Published Specification · Version 0.1 · Working Draft · May 2026

The Agent Deployment Standard

An open specification for responsibly deploying AI agents into operational business workflows. Authored by Keith Sherman. Published by SAIL Institute. Licensed under Apache 2.0.

Definition

What ADS is.

The Agent Deployment Standard (ADS) is a specification that defines how an AI agent is responsibly placed into an operational business workflow — covering the scope of its authority, the context it receives, the conditions under which it escalates to a human, the records it produces, the ways it recognizes known entities, and the audit trail any third party can use to verify what it did.

ADS is not a framework, a library, or a product. It is a specification — comparable in spirit to RSS, OAuth, or OpenAPI. Anyone can implement it. No one owns it. Its purpose is to give the agent ecosystem a shared vocabulary for deployment accountability.

Why it matters

The deployment problem.

Every current AI agent deployment depends on private trust between the vendor and the buyer. The vendor claims the agent behaves correctly; the buyer takes the claim on faith or builds custom audit pipelines. This does not scale, and it does not survive contact with regulated industries, enterprise procurement, or production incidents.

A shared deployment standard solves three problems simultaneously:

  • Verifiability.Buyers can confirm what an agent did without trusting the vendor’s word.
  • Portability. Deployment records are interoperable across platforms, vendors, and tools.
  • Auditability. Regulators, auditors, and operators can inspect agent behavior using a common schema rather than vendor-specific telemetry.

The specification

Six pillars of responsible agent deployment.

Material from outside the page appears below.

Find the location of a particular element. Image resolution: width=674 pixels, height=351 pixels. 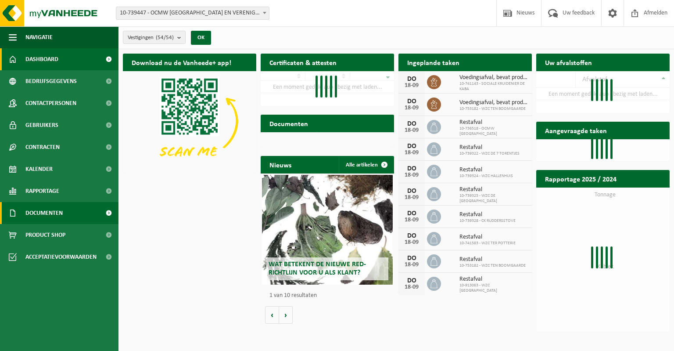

A deployment is ADS v0.1 conformant when all six are implemented and verifiable.

01

Scope Declaration

A machine-readable declaration of what an agent is authorized to do, forbidden from doing, and what requires human approval. Authored by the deploying business, enforced by the runtime, not the model.

02

Context Handoff Protocol

Authenticated transfer of structured context when upstream systems invoke an agent — what triggered the interaction, who the counterparty is, what history exists, what constraints apply.

03

Escalation Triggers

A taxonomy of conditions under which an agent must hand off to a human: emergency triggers, scope-boundary triggers, confidence triggers, explicit-request triggers, and repetition triggers. Enforced by the runtime.

04

Completion Records

A structured, signed record of every agent interaction: what was attempted, what was accomplished, what was refused, what was escalated. The unit of accountability.

05

Known-Entity Recognition

How agents identify returning counterparties — through deterministic identifiers, with appropriate disclosure, applied context, and full audit logging.

06

Verifiable Audit Trail

The combination of scope declarations, context handoffs, completion records, and escalation logs — complete, queryable, tamper-evident, portable, and retained.

The full specification — including conformance criteria, relationship to other standards, and the v0.x roadmap — is published on GitHub.

Read the Full Specification

Common questions

Frequently asked questions.

What is the Agent Deployment Standard (ADS)?

The Agent Deployment Standard (ADS) is an open specification for responsibly deploying AI agents into operational business workflows. It defines six pillars: scope declaration, context handoff protocol, escalation triggers, completion records, known-entity recognition, and verifiable audit trail. ADS is published by SAIL Institute under the Apache 2.0 license.

Who publishes the Agent Deployment Standard?

ADS is published by SAIL Institute, an independent standards organization founded in 2026 by Keith Sherman. The specification is openly developed on GitHub and licensed under Apache 2.0.

How is ADS different from agent identity or capability standards?

ADS focuses specifically on the deployment layer — the operational contract between an agent and the business workflow it serves. It is distinct from agent identity standards like W3C DIDs and Verifiable Credentials, and from capability standards like Anthropic's Model Context Protocol (MCP). ADS assumes the agent exists, is identified, and is capable, and specifies how it is deployed.

Is ADS production-ready?

ADS v0.1 is a working draft, published openly to invite review and contribution from operators deploying AI agents in production. A stable v1.0 with conformance test suite is targeted for late 2026. The specification is intended to be shaped by people doing the work.

What license does ADS use?

ADS is published under the Apache 2.0 license. Implementations may be open or proprietary; conformance is determined by behavior, not licensing.

Authorship and governance

Authored from production.

ADS was authored by Keith Sherman, founder of SAIL Institute, drawing on direct experience deploying voice and operational AI agents into trades businesses and other operational SMBs. The specification is informed by — and pressure-tested against — production deployments in regulated and customer-facing contexts.

ADS is openly developed on GitHub. Contributions, critiques, and implementation reports from the agent operator community are welcomed.